The Rattled Bones(63)



Sam sits back, a smile rolling over his features. “I like that.”

“She believes that stories connect us, make us appreciate all the shared parts of being human.”

“I feel the same way about the earth. That it keeps our stories.”

“Exactly. And what if . . . what if the girl has a story that can’t be told through the archives or your dig site?” How far would she go to crawl under my skin, make me know her truth? “What if the girl from the island has a story she’s trying to tell me?” The girl from the sea, the girl with her song. Is she trying to tell me not to make a mistake?

DONT GO!

Or is she trying to tell me about a wrong that was done to her?

IM HERE

“I’d like to know her story,” he says.

“Me too.”

“Can you tell me what you know?”

I stretch my gaze to the sea, to the blue horizon with its straight line and perfect predictability. And I let go.

I tell Sam about her voice singing from the shore, singing from the deep. I tell him about the scratches in my sill, the flower she left on my boat. I tell him about the baby’s wail, the fingers at my window, the girl in my bed with her matted hair, the cut on her lip, the raw of her fingertips. I tell him everything because we’re supposed to share our stories. Some so they bring joy. Some so we don’t repeat our mistakes.

I slog up the stairs when I get home, my muscles tired, even if my head feels lighter for sharing with Sam. I run my fingers through the divots of scratched wood at my sill.

DONT GO!

“I have to,” I tell her. “I have to go.” I need to see the bigger world.

Then I trace IM HERE and press my palm over the two words, honoring them.

“I know,” I tell her. I know.





CHAPTER EIGHTEEN


The next morning, I drop anchor off Malaga Island. I turn off the VHF, can’t hear Reed’s All in? I don’t know how I’d answer his call now, if he’d even make one at all. I haven’t answered Reed’s text, his apologies.

“You’re sure you don’t need to pull traps today?” Sam asks.

“I’m sure. I’d rather be out here, if that’s okay. My muscles could use a rest after the last few days.”

Sam nods like all of this—everything I’ve been through lately—is perfectly acceptable and sane.

He rows to shore and we unload, me with a backpack heavy with food and water, Sam with his shoulder bag stuffed with tools. We hike to the dig site, set down our belongings.

The sun is already warm above us, and the gulls are pecking at the water, darting with the retracting high tide. I tuck my fingers into my lower back and arch to stretch. My muscles are still calming after being dragged down through the ocean, then hauling such a strong catch yesterday. My eyes scan the forest edge, the rock face of the island. There’s no movement in the trees, no wind to bend them with its sway. I catalog all the things I know: the sea, the sky, the granite ledge beneath my feet.

And the things I don’t know: how the girl could be here still, how I can see her, hear her. “Could I ask you to walk up through the trees with me without sounding too weird?”

“Only if you tell me what you’re looking for.”

“That first day, I heard an infant crying. I saw the girl run into the forest. I think . . .” What do I think? That she could be camping here? Living here? “I think maybe she’s there somehow.” Somehow.

“Let’s go.”

It’s an easy invitation despite how strange this information must sound to him.

We walk to the woods, and I search the tree line, the low spruce branches that reach out, almost naked because they can’t get enough sun at their bottoms. I look for anything. Hanging wash. Caught fish. Blankets warming. Anything to tell me that my girl lives here, that she is human and not a ghost.

We hike the length of the forest but find nothing. Not a hint of campfire, no area of needles disturbed. No girl. No baby. When we round high on the cliffside of the island, we leave the dense forest at our backs. Sam points to a patch of ground. “That’s where the university wants to set up the next dig.”

“Why there?”

“We know from photos that a boatbuilder’s home sat on the ridge there.” He scrambles down to this future dig site, and I follow.

I can see Fairtide from here, my closed window, the trellis just below it. The skin along my spine pops with gooseflesh as if I’ve been here before. I feel the weight of memory like years sitting in my bones. Me, staring at Fairtide. Staring at the house’s windows as they flickered with candlelight. An instant stretches into years. And I am here, watching Fairtide’s green lawn, its dock. Me never taking my eyes from the house, the home, its people. It is a tsunami of a déjà vu.

And then it’s gone.

And I know the memory isn’t mine.

My legs feel shaky, unsure of their strength. My head spins, knowing this girl has watched my home for decades. She watched my mother here, maybe even my gram, the men and women of my family who came before. My flesh bumps cold, knowing that we are connected, me and this girl. But how?

Sam turns to walk to his dig site. I’m not ready to leave this spot. Not yet. “You go ahead. I’ll catch up.”

Sam leaves me where a craftsman made his home. The air feels thick in this place, pressing against me on all sides as if holding me upright. There’s an odd smoke that fills my lungs. I cough out the burn that sits in my throat, and the air around me smells of death holding its breath.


- Exercise
Look through the records below and give the number of lines holding the string "installed", nothing more.

Data to examine below:

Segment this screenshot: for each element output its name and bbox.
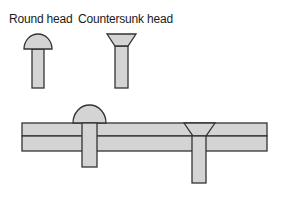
countersunk-rivet-head [107, 34, 136, 46]
lower-plate [22, 136, 267, 151]
round-rivet-head [24, 34, 52, 49]
countersunk-head-rivet [107, 34, 136, 88]
rivet-diagram [0, 0, 283, 197]
countersunk-rivet-shank [115, 46, 128, 88]
round-rivet-shank [32, 49, 44, 88]
installed-round-shank [82, 123, 97, 167]
round-head-rivet [24, 34, 52, 88]
joined-plates [22, 123, 267, 151]
upper-plate [22, 123, 267, 136]
installed-round-head [73, 105, 106, 123]
installed-countersunk-shank [192, 136, 206, 183]
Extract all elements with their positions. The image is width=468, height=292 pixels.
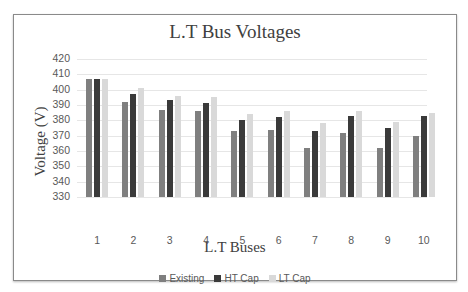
x-tick-label: 5 xyxy=(227,234,257,246)
bar-lt-cap xyxy=(102,79,108,197)
x-tick-label: 1 xyxy=(82,234,112,246)
gridline xyxy=(77,197,427,198)
x-tick-label: 3 xyxy=(155,234,185,246)
y-tick-label: 350 xyxy=(40,159,70,171)
legend-swatch-icon xyxy=(159,275,166,282)
bar-existing xyxy=(86,79,92,197)
bar-ht-cap xyxy=(421,116,427,197)
x-tick-label: 10 xyxy=(409,234,439,246)
bar-existing xyxy=(268,130,274,197)
bar-lt-cap xyxy=(284,111,290,197)
bar-ht-cap xyxy=(167,100,173,197)
y-tick-label: 410 xyxy=(40,67,70,79)
bar-ht-cap xyxy=(239,120,245,197)
bar-ht-cap xyxy=(94,79,100,197)
x-tick-label: 4 xyxy=(191,234,221,246)
bar-lt-cap xyxy=(175,96,181,197)
bar-existing xyxy=(159,110,165,197)
y-tick-label: 380 xyxy=(40,113,70,125)
bar-existing xyxy=(340,133,346,197)
y-tick-label: 330 xyxy=(40,190,70,202)
bar-lt-cap xyxy=(211,97,217,197)
y-tick-label: 420 xyxy=(40,52,70,64)
bar-ht-cap xyxy=(203,103,209,197)
bar-existing xyxy=(413,136,419,197)
bar-existing xyxy=(304,148,310,197)
y-tick-label: 360 xyxy=(40,144,70,156)
x-tick-label: 7 xyxy=(300,234,330,246)
legend-swatch-icon xyxy=(269,275,276,282)
bar-existing xyxy=(195,111,201,197)
x-tick-label: 8 xyxy=(336,234,366,246)
x-tick-label: 2 xyxy=(118,234,148,246)
gridline xyxy=(77,90,427,91)
legend-item: Existing xyxy=(159,273,204,284)
bar-ht-cap xyxy=(312,131,318,197)
bar-lt-cap xyxy=(138,88,144,197)
bar-existing xyxy=(122,102,128,197)
bar-ht-cap xyxy=(276,117,282,197)
legend-item: HT Cap xyxy=(214,273,258,284)
bar-ht-cap xyxy=(385,128,391,197)
legend-item: LT Cap xyxy=(269,273,311,284)
chart-frame: L.T Bus Voltages Voltage (V) L.T Buses E… xyxy=(13,14,457,281)
legend-label: Existing xyxy=(169,273,204,284)
bar-existing xyxy=(377,148,383,197)
y-tick-label: 390 xyxy=(40,98,70,110)
y-tick-label: 370 xyxy=(40,129,70,141)
x-tick-label: 6 xyxy=(264,234,294,246)
bar-lt-cap xyxy=(429,113,435,197)
bar-lt-cap xyxy=(247,114,253,197)
bar-lt-cap xyxy=(320,123,326,197)
gridline xyxy=(77,74,427,75)
bar-lt-cap xyxy=(356,111,362,197)
bar-lt-cap xyxy=(393,122,399,197)
legend: ExistingHT CapLT Cap xyxy=(14,273,456,284)
legend-label: LT Cap xyxy=(279,273,311,284)
y-tick-label: 340 xyxy=(40,175,70,187)
chart-title: L.T Bus Voltages xyxy=(14,21,456,43)
legend-swatch-icon xyxy=(214,275,221,282)
gridline xyxy=(77,59,427,60)
y-tick-label: 400 xyxy=(40,83,70,95)
bar-ht-cap xyxy=(130,94,136,197)
legend-label: HT Cap xyxy=(224,273,258,284)
bar-existing xyxy=(231,131,237,197)
bar-ht-cap xyxy=(348,116,354,197)
x-tick-label: 9 xyxy=(373,234,403,246)
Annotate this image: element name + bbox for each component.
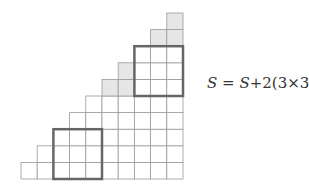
grid-cell: [134, 63, 150, 80]
grid-cell: [151, 162, 167, 179]
grid-cell: [134, 162, 150, 179]
formula-rhs-rest: +2(3×3): [250, 74, 309, 92]
grid-cell: [118, 146, 134, 163]
shaded-cell: [118, 63, 134, 80]
grid-cell: [118, 113, 134, 130]
grid-cell: [151, 113, 167, 130]
shaded-cell: [151, 30, 167, 47]
grid-cell: [134, 46, 150, 63]
grid-cell: [151, 129, 167, 146]
grid-cell: [134, 113, 150, 130]
grid-cell: [151, 63, 167, 80]
grid-cell: [151, 96, 167, 113]
shaded-cell: [102, 79, 118, 96]
grid-cell: [167, 96, 183, 113]
grid-cell: [167, 146, 183, 163]
grid-cell: [86, 96, 102, 113]
grid-cell: [102, 96, 118, 113]
grid-cell: [151, 79, 167, 96]
grid-cell: [70, 162, 86, 179]
grid-cell: [118, 129, 134, 146]
grid-cell: [167, 79, 183, 96]
grid-cell: [167, 63, 183, 80]
shaded-cell: [167, 13, 183, 30]
grid-cell: [53, 162, 69, 179]
grid-cell: [86, 129, 102, 146]
grid-cell: [21, 162, 37, 179]
formula-lhs: S: [207, 74, 217, 92]
staircase-grid-diagram: [0, 0, 309, 193]
grid-cell: [167, 162, 183, 179]
grid-cell: [70, 129, 86, 146]
formula-rhs-var: S: [239, 74, 249, 92]
grid-cell: [102, 129, 118, 146]
grid-cell: [134, 129, 150, 146]
grid-cell: [70, 113, 86, 130]
grid-cell: [134, 146, 150, 163]
grid-cell: [37, 162, 53, 179]
grid-cell: [102, 113, 118, 130]
shaded-cell: [118, 79, 134, 96]
grid-cell: [118, 96, 134, 113]
grid-cell: [151, 46, 167, 63]
grid-cell: [167, 46, 183, 63]
grid-cell: [167, 129, 183, 146]
formula-equals: =: [217, 74, 239, 92]
grid-cell: [53, 146, 69, 163]
grid-cell: [151, 146, 167, 163]
grid-cell: [86, 162, 102, 179]
grid-cell: [134, 96, 150, 113]
grid-cell: [102, 162, 118, 179]
grid-cell: [86, 113, 102, 130]
area-formula: S = S+2(3×3): [207, 74, 309, 92]
grid-cell: [53, 129, 69, 146]
grid-cell: [86, 146, 102, 163]
grid-cell: [37, 146, 53, 163]
grid-cell: [134, 79, 150, 96]
grid-cell: [70, 146, 86, 163]
shaded-cell: [167, 30, 183, 47]
grid-cell: [118, 162, 134, 179]
grid-cell: [102, 146, 118, 163]
grid-cell: [167, 113, 183, 130]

End of Data to examine.

- Response below
3